Away from studio backing, it’s also important to interrogate the issue of representation on an individual scale. Do queer Nigerians see themselves in these movies? Can they connect with the characters they see on the big screens (whenever these films are lucky to get a premiere) or on their laptops? In an interview with Nigerian media publication Open Country Magazine, Wapah Ezeigwe, director of the short romantic drama Country Love, which was selected at the 2022 Out On Film: Atlanta’s LGBTQ Film Festival, revealed that in making their film, some of the actors that they approached suggested rewrites of the intimate scenes. There’s also the matter of how many queer actors are even out there, but in a country where any sort of unconventional expression leads to raised eyebrows, coming out would be akin to dancing in a furnace. This is, of course, not to suggest that heterosexuals cannot play gay characters, but minorities need to feel like they have a voice too.

All the Colours of the World tries to break away from stereotypes surrounding queer characters in Nigerian cinema, in that it emphasises on the tenderness that defines the relationship between the two main characters. It has a pulse and its plot has a strong core. But the film still falls short on certain counts. It still paints homosexuality as an ‘unnatural feeling’ that has to be battled with.
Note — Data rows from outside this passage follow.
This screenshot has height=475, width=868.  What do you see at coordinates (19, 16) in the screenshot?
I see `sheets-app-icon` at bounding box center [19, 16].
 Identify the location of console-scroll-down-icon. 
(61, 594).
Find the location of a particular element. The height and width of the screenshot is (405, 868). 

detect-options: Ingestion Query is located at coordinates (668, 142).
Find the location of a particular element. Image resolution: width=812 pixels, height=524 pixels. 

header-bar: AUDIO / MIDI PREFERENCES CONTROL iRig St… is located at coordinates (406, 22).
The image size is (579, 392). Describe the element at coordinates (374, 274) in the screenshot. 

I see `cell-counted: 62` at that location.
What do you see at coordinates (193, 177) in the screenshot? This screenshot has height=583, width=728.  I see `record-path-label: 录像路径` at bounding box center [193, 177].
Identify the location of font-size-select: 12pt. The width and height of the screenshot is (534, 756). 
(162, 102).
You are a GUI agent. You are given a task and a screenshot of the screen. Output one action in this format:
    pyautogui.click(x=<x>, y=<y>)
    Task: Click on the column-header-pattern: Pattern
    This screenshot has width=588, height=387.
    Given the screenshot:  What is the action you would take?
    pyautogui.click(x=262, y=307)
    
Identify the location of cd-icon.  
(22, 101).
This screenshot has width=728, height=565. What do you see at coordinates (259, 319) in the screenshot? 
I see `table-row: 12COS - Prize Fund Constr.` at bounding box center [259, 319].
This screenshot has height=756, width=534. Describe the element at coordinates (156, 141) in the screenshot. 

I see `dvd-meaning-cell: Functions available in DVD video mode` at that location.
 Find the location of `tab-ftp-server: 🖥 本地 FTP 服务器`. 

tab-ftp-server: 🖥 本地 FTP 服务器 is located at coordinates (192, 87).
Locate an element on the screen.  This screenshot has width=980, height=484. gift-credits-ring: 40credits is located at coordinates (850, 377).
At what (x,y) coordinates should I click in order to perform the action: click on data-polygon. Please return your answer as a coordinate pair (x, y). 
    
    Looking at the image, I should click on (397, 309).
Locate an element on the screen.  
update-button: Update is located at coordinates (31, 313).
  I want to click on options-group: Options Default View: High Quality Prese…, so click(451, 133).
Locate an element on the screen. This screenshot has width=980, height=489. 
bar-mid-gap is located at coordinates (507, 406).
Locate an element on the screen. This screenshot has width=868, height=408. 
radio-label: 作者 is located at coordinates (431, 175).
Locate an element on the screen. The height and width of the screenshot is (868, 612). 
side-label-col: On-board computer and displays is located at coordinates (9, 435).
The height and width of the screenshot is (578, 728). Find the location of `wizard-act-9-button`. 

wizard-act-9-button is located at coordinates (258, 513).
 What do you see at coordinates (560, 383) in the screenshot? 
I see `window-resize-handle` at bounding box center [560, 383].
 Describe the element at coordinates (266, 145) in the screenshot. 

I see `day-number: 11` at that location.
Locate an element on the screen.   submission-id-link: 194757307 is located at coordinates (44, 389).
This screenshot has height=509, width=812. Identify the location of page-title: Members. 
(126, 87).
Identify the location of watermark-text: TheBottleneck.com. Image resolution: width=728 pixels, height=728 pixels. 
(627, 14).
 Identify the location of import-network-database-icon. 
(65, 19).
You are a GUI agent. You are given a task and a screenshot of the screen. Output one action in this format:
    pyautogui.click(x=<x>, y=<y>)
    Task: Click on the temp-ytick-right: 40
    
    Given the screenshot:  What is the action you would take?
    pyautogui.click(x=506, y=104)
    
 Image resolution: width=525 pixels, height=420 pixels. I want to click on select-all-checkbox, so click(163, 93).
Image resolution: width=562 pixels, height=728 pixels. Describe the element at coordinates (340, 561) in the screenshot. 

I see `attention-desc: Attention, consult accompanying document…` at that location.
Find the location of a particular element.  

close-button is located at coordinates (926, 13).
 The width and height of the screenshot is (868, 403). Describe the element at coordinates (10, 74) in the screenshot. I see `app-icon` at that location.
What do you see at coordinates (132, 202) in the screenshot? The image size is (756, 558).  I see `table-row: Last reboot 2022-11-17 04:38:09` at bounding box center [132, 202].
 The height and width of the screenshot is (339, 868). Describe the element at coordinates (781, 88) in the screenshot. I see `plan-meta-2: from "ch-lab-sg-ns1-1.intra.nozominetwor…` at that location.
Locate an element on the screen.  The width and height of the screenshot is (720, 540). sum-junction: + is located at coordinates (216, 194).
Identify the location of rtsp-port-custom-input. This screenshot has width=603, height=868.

It could be argued that given the uber-religious nature of Nigeria, it’s not out of place for queer people to feel like they have a ‘demon’ that they need to be delivered from, but should we still be running with tropes like this? Did Bawa have to weaponise the country’s homophobia to get back at Bambino because he felt scorned?

Also, the movie almost falls into the trap of centring the platonic relationship between Bambino and Ifeyinwa (Orhiere), a female neighbour who has a crush on him. There is just as much (if not more) tension and chemistry, when compared to what obtains between both male characters. Again, why does a woman always have to exist in the dynamic as some sort of emotional foil? It’s true that there are closeted gay men in Nigeria who get into heterosexual marriages as a smokescreen, but a little shift from the norm wouldn’t hurt.

In the middle of a conversation a few months ago, a well-travelled acquaintance described Netflix’s attempts at queer inclusion as “the West’s attempts to shove gayness down our throats”. Raising questions as to the target audience of queer Nigerian films may be harsh and tone-deaf, but you just sense that a hostile reception awaits any major Nigerian studio that chooses to pick up one of these films.

I want to walk into a cinema in Lagos with the knowledge that a queer local film can be screened, even if I have to admit that right now, that’s a lot to ask. But maybe I am being nitpicky. Maybe seeing queer characters gain some screen time is good enough for now, despite the real-life orientation of who’s playing them. Maybe queer films should be made not just for queer Nigerians but for everyone, so they can see that these stories exist and that their realities are valid too.